Who Is This Coming?
It's almost six in the morning and it's still dark outside. She's nearly comatose, but not quite. She hears although she seldom speaks, she sees although she does not acknowledge, she thinks but she does not share her thoughts.
Mostly she just ignores the world around her. She's spent a long time, almost 86 years, in this world - she thinks that maybe she's ready to leave it behind. It's not what lies beyond life which frightens her - it's the act of leaving that she's still a bit uncomfortable with.
On the other hand, there's nothing holding her here. Everyone she knew once is gone. She's buried her mother and father, two good-for-nothing husbands, a son, a daughter, one tiny unborn grandchild and an untold number of friends and lesser family. She's outlived every one of them. They were weak, the whole lot of them - not one of them was as strong or as tenacious as she.
The thought makes her smile.
Suddenly she hopes there's an afterlife. God knows this one hasn't been all that good to her. But then again, maybe the next one won't be, either. She's always believed in both God and science and she knows that for every action there is a reaction. If there's a heaven then it follows that there's also a hell.
She quits smiling then and fumbles for the rosary that the nurses let her keep underneath her pillow. A little insurance praying never hurt anyone. Even though it's almost morning and shift change she's still tired and praying always puts her to back sleep.
She hopes that damn hospice woman doesn't show up today. All that talk about relaxing and closing her eyes and going towards the light makes her skin crawl. Oh sure, they mean well, but she wasn't born yesterday, you know. There's no long tunnel, no longed-for family waiting at the end, no golden light beckoning. She's seen enough of life to know that just as there's only darkness when you close your eyes there's also only darkness when you die.
By the third Hail Mary her mind begins to drift. For some reason, even thought she hasn’t thought about him in years, she remembers the man no one wanted her to love; the soldier she'd sneak out of the window to meet when her parents thought she was safely sleeping. She remembers the ring he gave her before he left for Normandy, the one she wore on a silver chain around her neck where her father wouldn't see it. She remembers the plans they had for when he returned. The ones where they were going to run away and be married and live happily ever after - just him and her and damn the differences in faith and family.
She smiles a sleepy girlish smile and suddenly her heart beats faster, her respirations increase. She drops the rosary and tries to sit up but the old familiar pain in her chest suddenly hurts too much - she thinks about ringing the bell for the nurse, she thinks about the soldier who never returned, she thinks about how easy it would be to let the pain consume her. She struggles to reach full consciousness and wonders if it's turned into morning yet.
She forces open her eyes and turns her head to look out the window. Ah, thank God, the sun's coming up, bright and beautiful as always - it's time, the day nurses will be here soon enough. She's made it through another night.
Thank God for the sun; she loves the sun - there's safety in the sun. Bad things only happen in the night, nothing bad ever happens when the sun is shining.
Mindful of the ache in her chest, she slowly raises her head to get a better look as the last few bits of sunrise break over the horizon. But wait - what's this? How strange. Is that a young man in an old fashioned uniform smiling at her, holding out his hand? It almost looks as though he's in the center of the sun, waiting just for her. How can this be? She thinks she might be dreaming. She forgets her pain and fearlessly struggles to a sitting position. What is this speck in the familiar morning brightness? What sort of man could stand in the hot hot heart of the golden orb? Could this be Him, coming out of the sun?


**ASSIGNED TASK**. Every line of the material below should be output exactly as written, with the images skipped.

**THE DATA**.
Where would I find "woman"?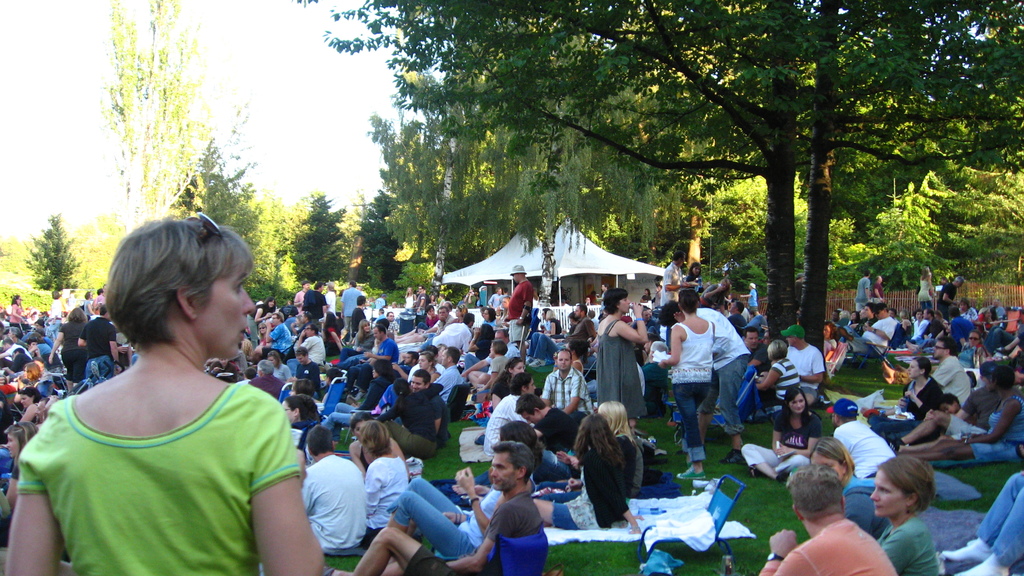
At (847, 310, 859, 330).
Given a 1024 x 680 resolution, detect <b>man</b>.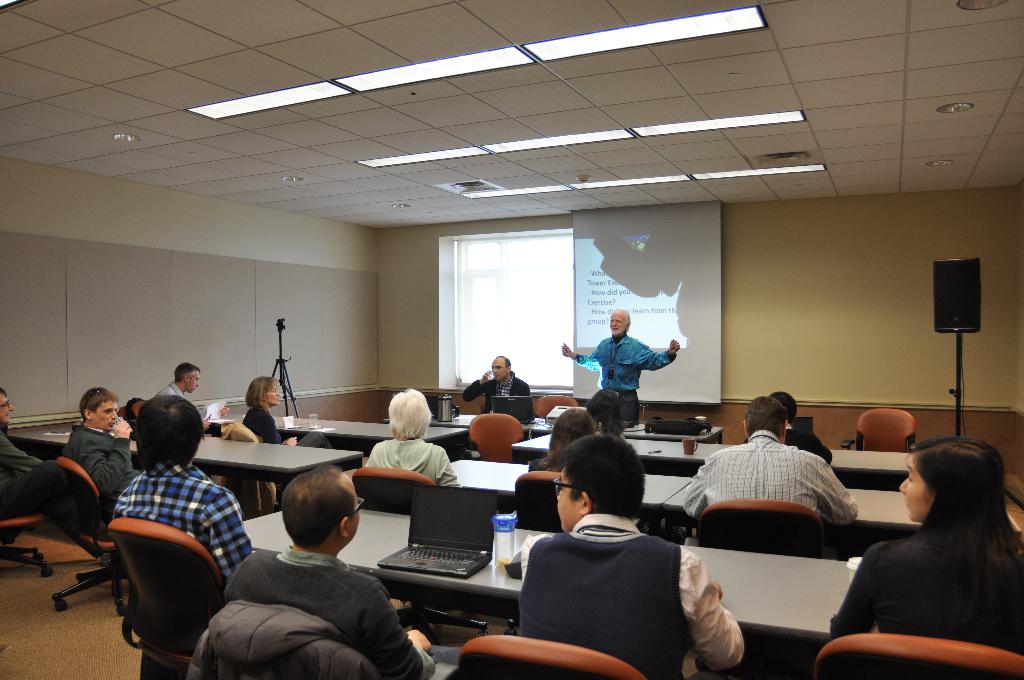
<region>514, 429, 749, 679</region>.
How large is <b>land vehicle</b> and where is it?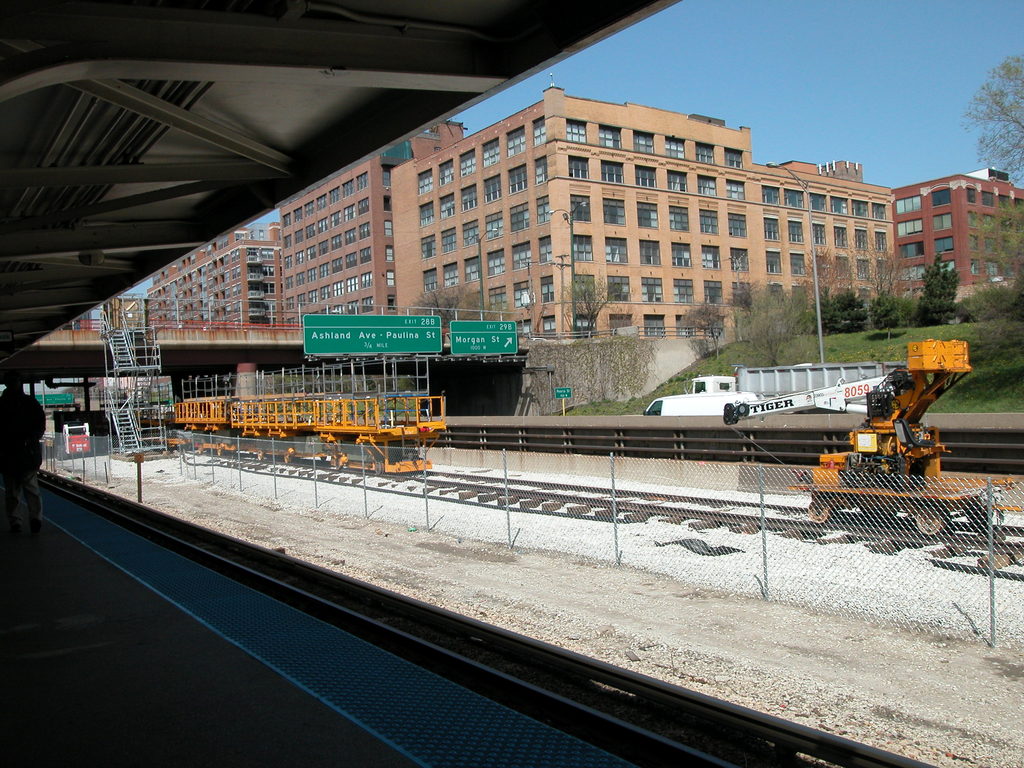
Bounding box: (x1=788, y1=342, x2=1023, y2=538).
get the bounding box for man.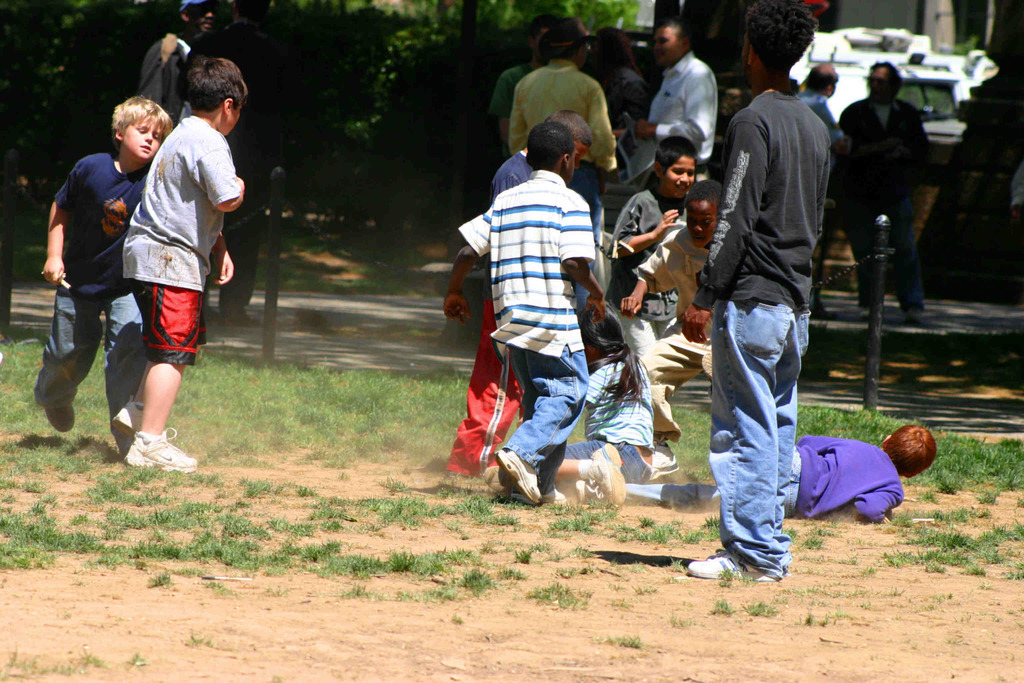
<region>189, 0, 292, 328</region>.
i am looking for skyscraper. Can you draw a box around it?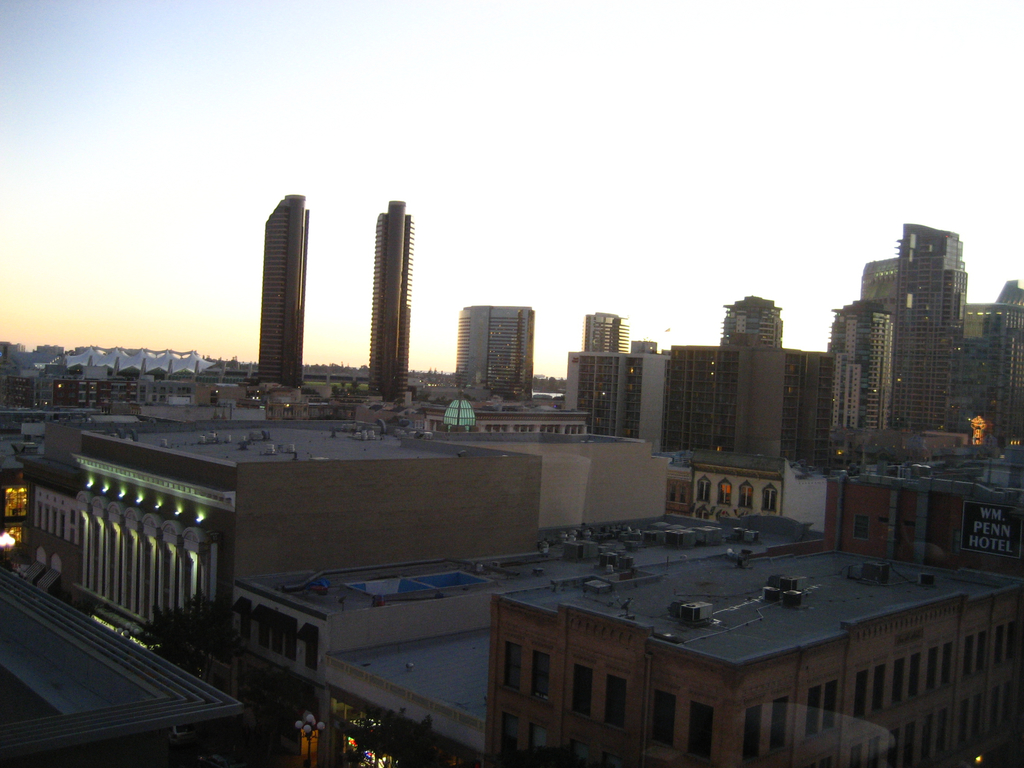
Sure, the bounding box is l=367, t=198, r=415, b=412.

**RESPONSE TO THE TASK**.
Where would I find "woman"?
At (847, 310, 859, 330).
Given a 1024 x 680 resolution, detect <b>man</b>.
<region>514, 429, 749, 679</region>.
How large is <b>land vehicle</b> and where is it?
Bounding box: (x1=788, y1=342, x2=1023, y2=538).
get the bounding box for man.
<region>189, 0, 292, 328</region>.
i am looking for skyscraper. Can you draw a box around it?
Sure, the bounding box is l=367, t=198, r=415, b=412.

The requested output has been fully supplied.